Daf Yomi or Days of Our Lives

Dear Friends:

The fall holidays provide us with an annual opportunity to take stock of where we’ve been and where we are heading.  A different cycle also came to a close for me with the completion of a study discipline focused on the lesser known of the two Talmuds, the Talmud of the Land of Israel, sometimes called the Jerusalem Talmud or Yerushalmi.  This is distinct from the Talmud of Babylonia, the Bavli, which is regarded as the more authoritative of the two encyclopedic works. 

In August 2018 I embarked on a study routine of a page of Yerushalmi a day, Daf Yomi Yerushalmi, following a worldwide study regimen, and I am pleased to have survived the process, learning the very last page at the end of October 2022.  This calls for a Shehechiyanu blessing, expressing gratitude for having reached this special occasion.  It also is incumbent on me to eat an extra piece of dessert, based on the teaching from the Yerushalmi (Y. Kid. 4:12) that “a person will be called to account on judgment day for every permissible thing that he might have enjoyed but did not.”

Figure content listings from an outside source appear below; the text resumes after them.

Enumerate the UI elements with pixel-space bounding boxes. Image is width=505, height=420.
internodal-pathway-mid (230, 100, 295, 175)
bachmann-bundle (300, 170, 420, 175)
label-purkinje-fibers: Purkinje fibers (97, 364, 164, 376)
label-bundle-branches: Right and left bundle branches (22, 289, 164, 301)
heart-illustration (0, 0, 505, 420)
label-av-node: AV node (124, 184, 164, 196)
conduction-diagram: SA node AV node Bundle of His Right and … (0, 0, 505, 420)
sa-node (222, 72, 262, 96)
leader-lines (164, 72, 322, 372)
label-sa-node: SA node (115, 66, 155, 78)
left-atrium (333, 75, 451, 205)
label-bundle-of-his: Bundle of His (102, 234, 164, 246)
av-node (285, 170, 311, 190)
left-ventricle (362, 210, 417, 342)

In addition to my Yerushalmi practice, I kept busy this past quarter with the rich traditions of the fall holiday cycle, co-leading services for the HaMakom Santa Fe congregation with Cantor Cindy Freedman.  In order to give proper attention to the Bavli, I also instituted a Saturday afternoon Talmud class where we’ve been progressing methodically through Tractate Megilla (nominally discussing Purim but getting far afield at times).  It’s been wonderful to have a dozen or more HaMakom participants in that weekly class. 

The Los Alamos Jewish Center and the Albuquerque JCC also provided me with opportunities for additional adult Jewish education programs, and we’ve looked at a high-level overview of the High Holidays as well as the Jewish perspective on termination of pregnancy.  I also recently spoke to a Los Alamos National Laboratory First Responders group about Jewish traditions associated with death and burial.

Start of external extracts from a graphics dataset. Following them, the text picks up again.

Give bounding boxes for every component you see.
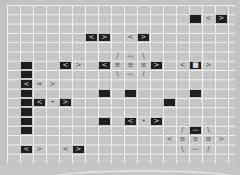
glyph-cell[interactable]: \ <box>202 126 215 135</box>
filled-cell[interactable] <box>98 117 111 126</box>
filled-cell[interactable] <box>124 89 137 98</box>
glyph-cell[interactable]: \ <box>111 70 124 79</box>
filled-cell[interactable]: < <box>20 79 33 88</box>
glyph-cell[interactable]: ≡ <box>202 135 215 144</box>
filled-cell[interactable]: > <box>215 14 228 23</box>
filled-cell[interactable]: > <box>150 61 163 70</box>
glyph-cell[interactable]: ≡ <box>111 61 124 70</box>
filled-cell[interactable]: > <box>72 145 85 154</box>
glyph-cell[interactable]: < <box>59 145 72 154</box>
filled-cell[interactable]: > <box>150 117 163 126</box>
glyph-cell[interactable]: — <box>189 145 202 154</box>
filled-cell[interactable]: ■ <box>189 61 202 70</box>
filled-cell[interactable]: < <box>20 145 33 154</box>
filled-cell[interactable] <box>189 89 202 98</box>
glyph-cell[interactable]: > <box>215 135 228 144</box>
glyph-cell[interactable]: / <box>137 70 150 79</box>
glyph-cell[interactable]: — <box>124 52 137 61</box>
filled-cell[interactable]: < <box>33 98 46 107</box>
filled-cell[interactable] <box>20 89 33 98</box>
filled-cell[interactable]: < <box>59 61 72 70</box>
game-board[interactable]: <><><>/—\<><≡≡≡><■>\—/<=><•><•>/—\<≡≡≡><… <box>7 5 235 163</box>
glyph-cell[interactable]: > <box>72 61 85 70</box>
glyph-cell[interactable]: < <box>163 135 176 144</box>
glyph-cell[interactable]: / <box>202 145 215 154</box>
glyph-cell[interactable]: ≡ <box>124 61 137 70</box>
filled-cell[interactable] <box>20 126 33 135</box>
glyph-cell[interactable]: \ <box>137 52 150 61</box>
filled-cell[interactable]: < <box>85 33 98 42</box>
glyph-cell[interactable]: / <box>111 52 124 61</box>
filled-cell[interactable]: > <box>59 98 72 107</box>
filled-cell[interactable] <box>20 107 33 116</box>
glyph-cell[interactable]: < <box>202 14 215 23</box>
filled-cell[interactable] <box>20 61 33 70</box>
glyph-cell[interactable]: < <box>176 61 189 70</box>
glyph-cell[interactable]: = <box>33 79 46 88</box>
filled-cell[interactable]: > <box>137 33 150 42</box>
filled-cell[interactable] <box>20 117 33 126</box>
glyph-cell[interactable]: ≡ <box>137 61 150 70</box>
glyph-cell[interactable]: • <box>46 98 59 107</box>
filled-cell[interactable] <box>20 70 33 79</box>
glyph-cell[interactable]: / <box>176 126 189 135</box>
glyph-cell[interactable]: > <box>202 61 215 70</box>
filled-cell[interactable]: < <box>124 117 137 126</box>
filled-cell[interactable] <box>20 98 33 107</box>
glyph-cell[interactable]: < <box>124 33 137 42</box>
filled-cell[interactable]: > <box>98 33 111 42</box>
glyph-cell[interactable]: > <box>33 145 46 154</box>
glyph-cell[interactable]: • <box>137 117 150 126</box>
filled-cell[interactable] <box>163 98 176 107</box>
filled-cell[interactable]: < <box>98 61 111 70</box>
filled-cell[interactable] <box>189 14 202 23</box>
glyph-cell[interactable]: > <box>46 79 59 88</box>
glyph-cell[interactable]: \ <box>176 145 189 154</box>
filled-cell[interactable] <box>98 89 111 98</box>
glyph-cell[interactable]: ≡ <box>176 135 189 144</box>
glyph-cell[interactable]: — <box>124 70 137 79</box>
filled-cell[interactable]: — <box>189 126 202 135</box>
glyph-cell[interactable]: ≡ <box>189 135 202 144</box>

Recent life cycle events ran the gamut from tragedy to elation – I officiated at a funeral for a beloved teenager as well as offering blessings for special birthdays in the congregation, kiddush at the wedding of some good friends and reciting one of the sheva berachot at Beverly’s niece’s wedding.

All in all, I find myself quite content in northern New Mexico, acknowledging that the same page of the Yerushalmi also teaches that “it is forbidden to live in a town that does not have a physician or a vegetable garden.”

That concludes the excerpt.